Huáng Zhòngyán 黃仲炎
Style name Ruòhuì 若晦. Native of Yǒngjiā 永嘉 (modern Wēnzhōu, Zhèjiāng). Active in the late Southern Sòng (Shàodìng to Duānpíng era, c. 1228–1236). Lifedates not preserved.
The SKQS tíyào (under KR1e0050) characterises him as an examination-failed scholar (lǎo ér bù dì zhī shì 老而不第之士) — Lǐ Míngfù’s 李鳴復 memorial of recommendation calls him “outside the kējǔ, a deep-and-persistent classical scholar, an old man who never passed.” His own memorial of presentation acknowledges: “I have laboured at examination essay forms with no success.” This places him outside the standard official-classicist trajectory and within the broader Yǒngjiā examination-prep classical tradition.
His one surviving work is the Chūnqiū tōng shuō 春秋通說 in 13 juan (KR1e0050) — composed in Shàodìng 3 (1230) and presented to the throne via Lǐ Míngfù’s recommendation in Duānpíng 3 (1236). The work’s distinctive thesis — that the Chūnqiū is a jiào jiè zhī shū 教戒之書 (book of instruction-and-admonition), not a bāo biǎn zhī shū 褒貶之書 (book of praise-and-blame) — explicitly rests on Zhū Xī’s authority and anticipates Lǚ Dàguī’s 呂大圭 Chūnqiū huò wèn in this position. The SKQS editors are unusually warm toward Huáng, judging that on the central question of Confucius’ editorial method his reading is “far beyond what Hú Ānguó could attain.”
CBDB id 48753 records the name without lifedates.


What the exercise asks. Return each line of the entries that holds the string "screenshot".

◆ ◆ ◆ ◆

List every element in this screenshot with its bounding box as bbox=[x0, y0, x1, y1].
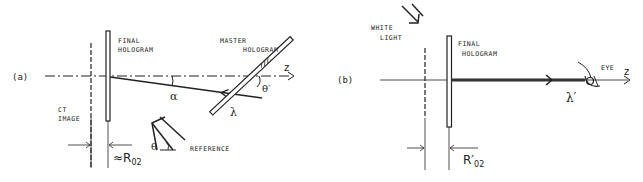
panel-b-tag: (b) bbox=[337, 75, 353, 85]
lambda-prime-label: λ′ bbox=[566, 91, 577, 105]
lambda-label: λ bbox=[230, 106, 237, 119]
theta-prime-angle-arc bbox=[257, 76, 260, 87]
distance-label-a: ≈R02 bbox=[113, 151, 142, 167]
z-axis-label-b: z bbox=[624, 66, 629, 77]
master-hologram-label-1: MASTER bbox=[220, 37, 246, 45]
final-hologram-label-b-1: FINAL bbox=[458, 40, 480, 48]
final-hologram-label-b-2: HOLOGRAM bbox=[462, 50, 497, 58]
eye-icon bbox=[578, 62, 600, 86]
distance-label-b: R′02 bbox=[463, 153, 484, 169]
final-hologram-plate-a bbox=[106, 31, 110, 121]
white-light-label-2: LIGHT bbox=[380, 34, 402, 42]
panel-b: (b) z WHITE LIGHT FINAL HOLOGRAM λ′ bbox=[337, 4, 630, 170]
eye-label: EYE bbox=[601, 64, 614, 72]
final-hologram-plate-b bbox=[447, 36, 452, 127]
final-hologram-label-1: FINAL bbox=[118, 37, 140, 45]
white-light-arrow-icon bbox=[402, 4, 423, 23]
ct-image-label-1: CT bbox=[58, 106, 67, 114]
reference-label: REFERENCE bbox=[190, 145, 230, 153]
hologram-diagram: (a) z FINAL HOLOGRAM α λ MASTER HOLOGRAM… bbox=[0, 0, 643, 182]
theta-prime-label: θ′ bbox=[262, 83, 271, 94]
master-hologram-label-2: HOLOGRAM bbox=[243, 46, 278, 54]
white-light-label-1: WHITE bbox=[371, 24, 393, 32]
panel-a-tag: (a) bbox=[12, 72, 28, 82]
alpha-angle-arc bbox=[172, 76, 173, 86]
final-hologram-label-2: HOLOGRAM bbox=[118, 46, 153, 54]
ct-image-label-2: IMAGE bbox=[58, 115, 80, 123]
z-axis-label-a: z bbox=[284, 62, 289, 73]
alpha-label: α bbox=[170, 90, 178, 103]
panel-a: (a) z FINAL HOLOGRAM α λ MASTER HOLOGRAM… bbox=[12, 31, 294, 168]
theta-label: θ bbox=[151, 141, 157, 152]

◆ ◆ ◆ ◆

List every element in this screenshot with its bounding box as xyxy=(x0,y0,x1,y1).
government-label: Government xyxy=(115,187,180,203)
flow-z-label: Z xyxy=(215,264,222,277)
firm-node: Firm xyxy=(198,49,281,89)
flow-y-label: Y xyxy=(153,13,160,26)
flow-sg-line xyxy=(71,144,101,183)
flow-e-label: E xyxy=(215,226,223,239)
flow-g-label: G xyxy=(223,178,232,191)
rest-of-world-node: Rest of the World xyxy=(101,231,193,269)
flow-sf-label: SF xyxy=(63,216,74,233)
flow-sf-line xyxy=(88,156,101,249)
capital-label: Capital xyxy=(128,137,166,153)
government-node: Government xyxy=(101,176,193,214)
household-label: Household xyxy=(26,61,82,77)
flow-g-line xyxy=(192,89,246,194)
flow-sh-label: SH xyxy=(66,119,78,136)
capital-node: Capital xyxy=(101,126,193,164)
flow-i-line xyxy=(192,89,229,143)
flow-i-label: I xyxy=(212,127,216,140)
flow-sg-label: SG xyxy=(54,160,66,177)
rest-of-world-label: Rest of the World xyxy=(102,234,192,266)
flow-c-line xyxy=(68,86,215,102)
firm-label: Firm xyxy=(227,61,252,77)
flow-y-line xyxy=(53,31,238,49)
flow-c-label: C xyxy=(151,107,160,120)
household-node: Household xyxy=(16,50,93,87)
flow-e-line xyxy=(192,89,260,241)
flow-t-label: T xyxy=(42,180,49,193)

◆ ◆ ◆ ◆

Task result.
List every element in this screenshot with its bounding box as bbox=[x0, y0, x1, y1].
List every element in this screenshot with its bounding box as xyxy=(x0,y0,x1,y1).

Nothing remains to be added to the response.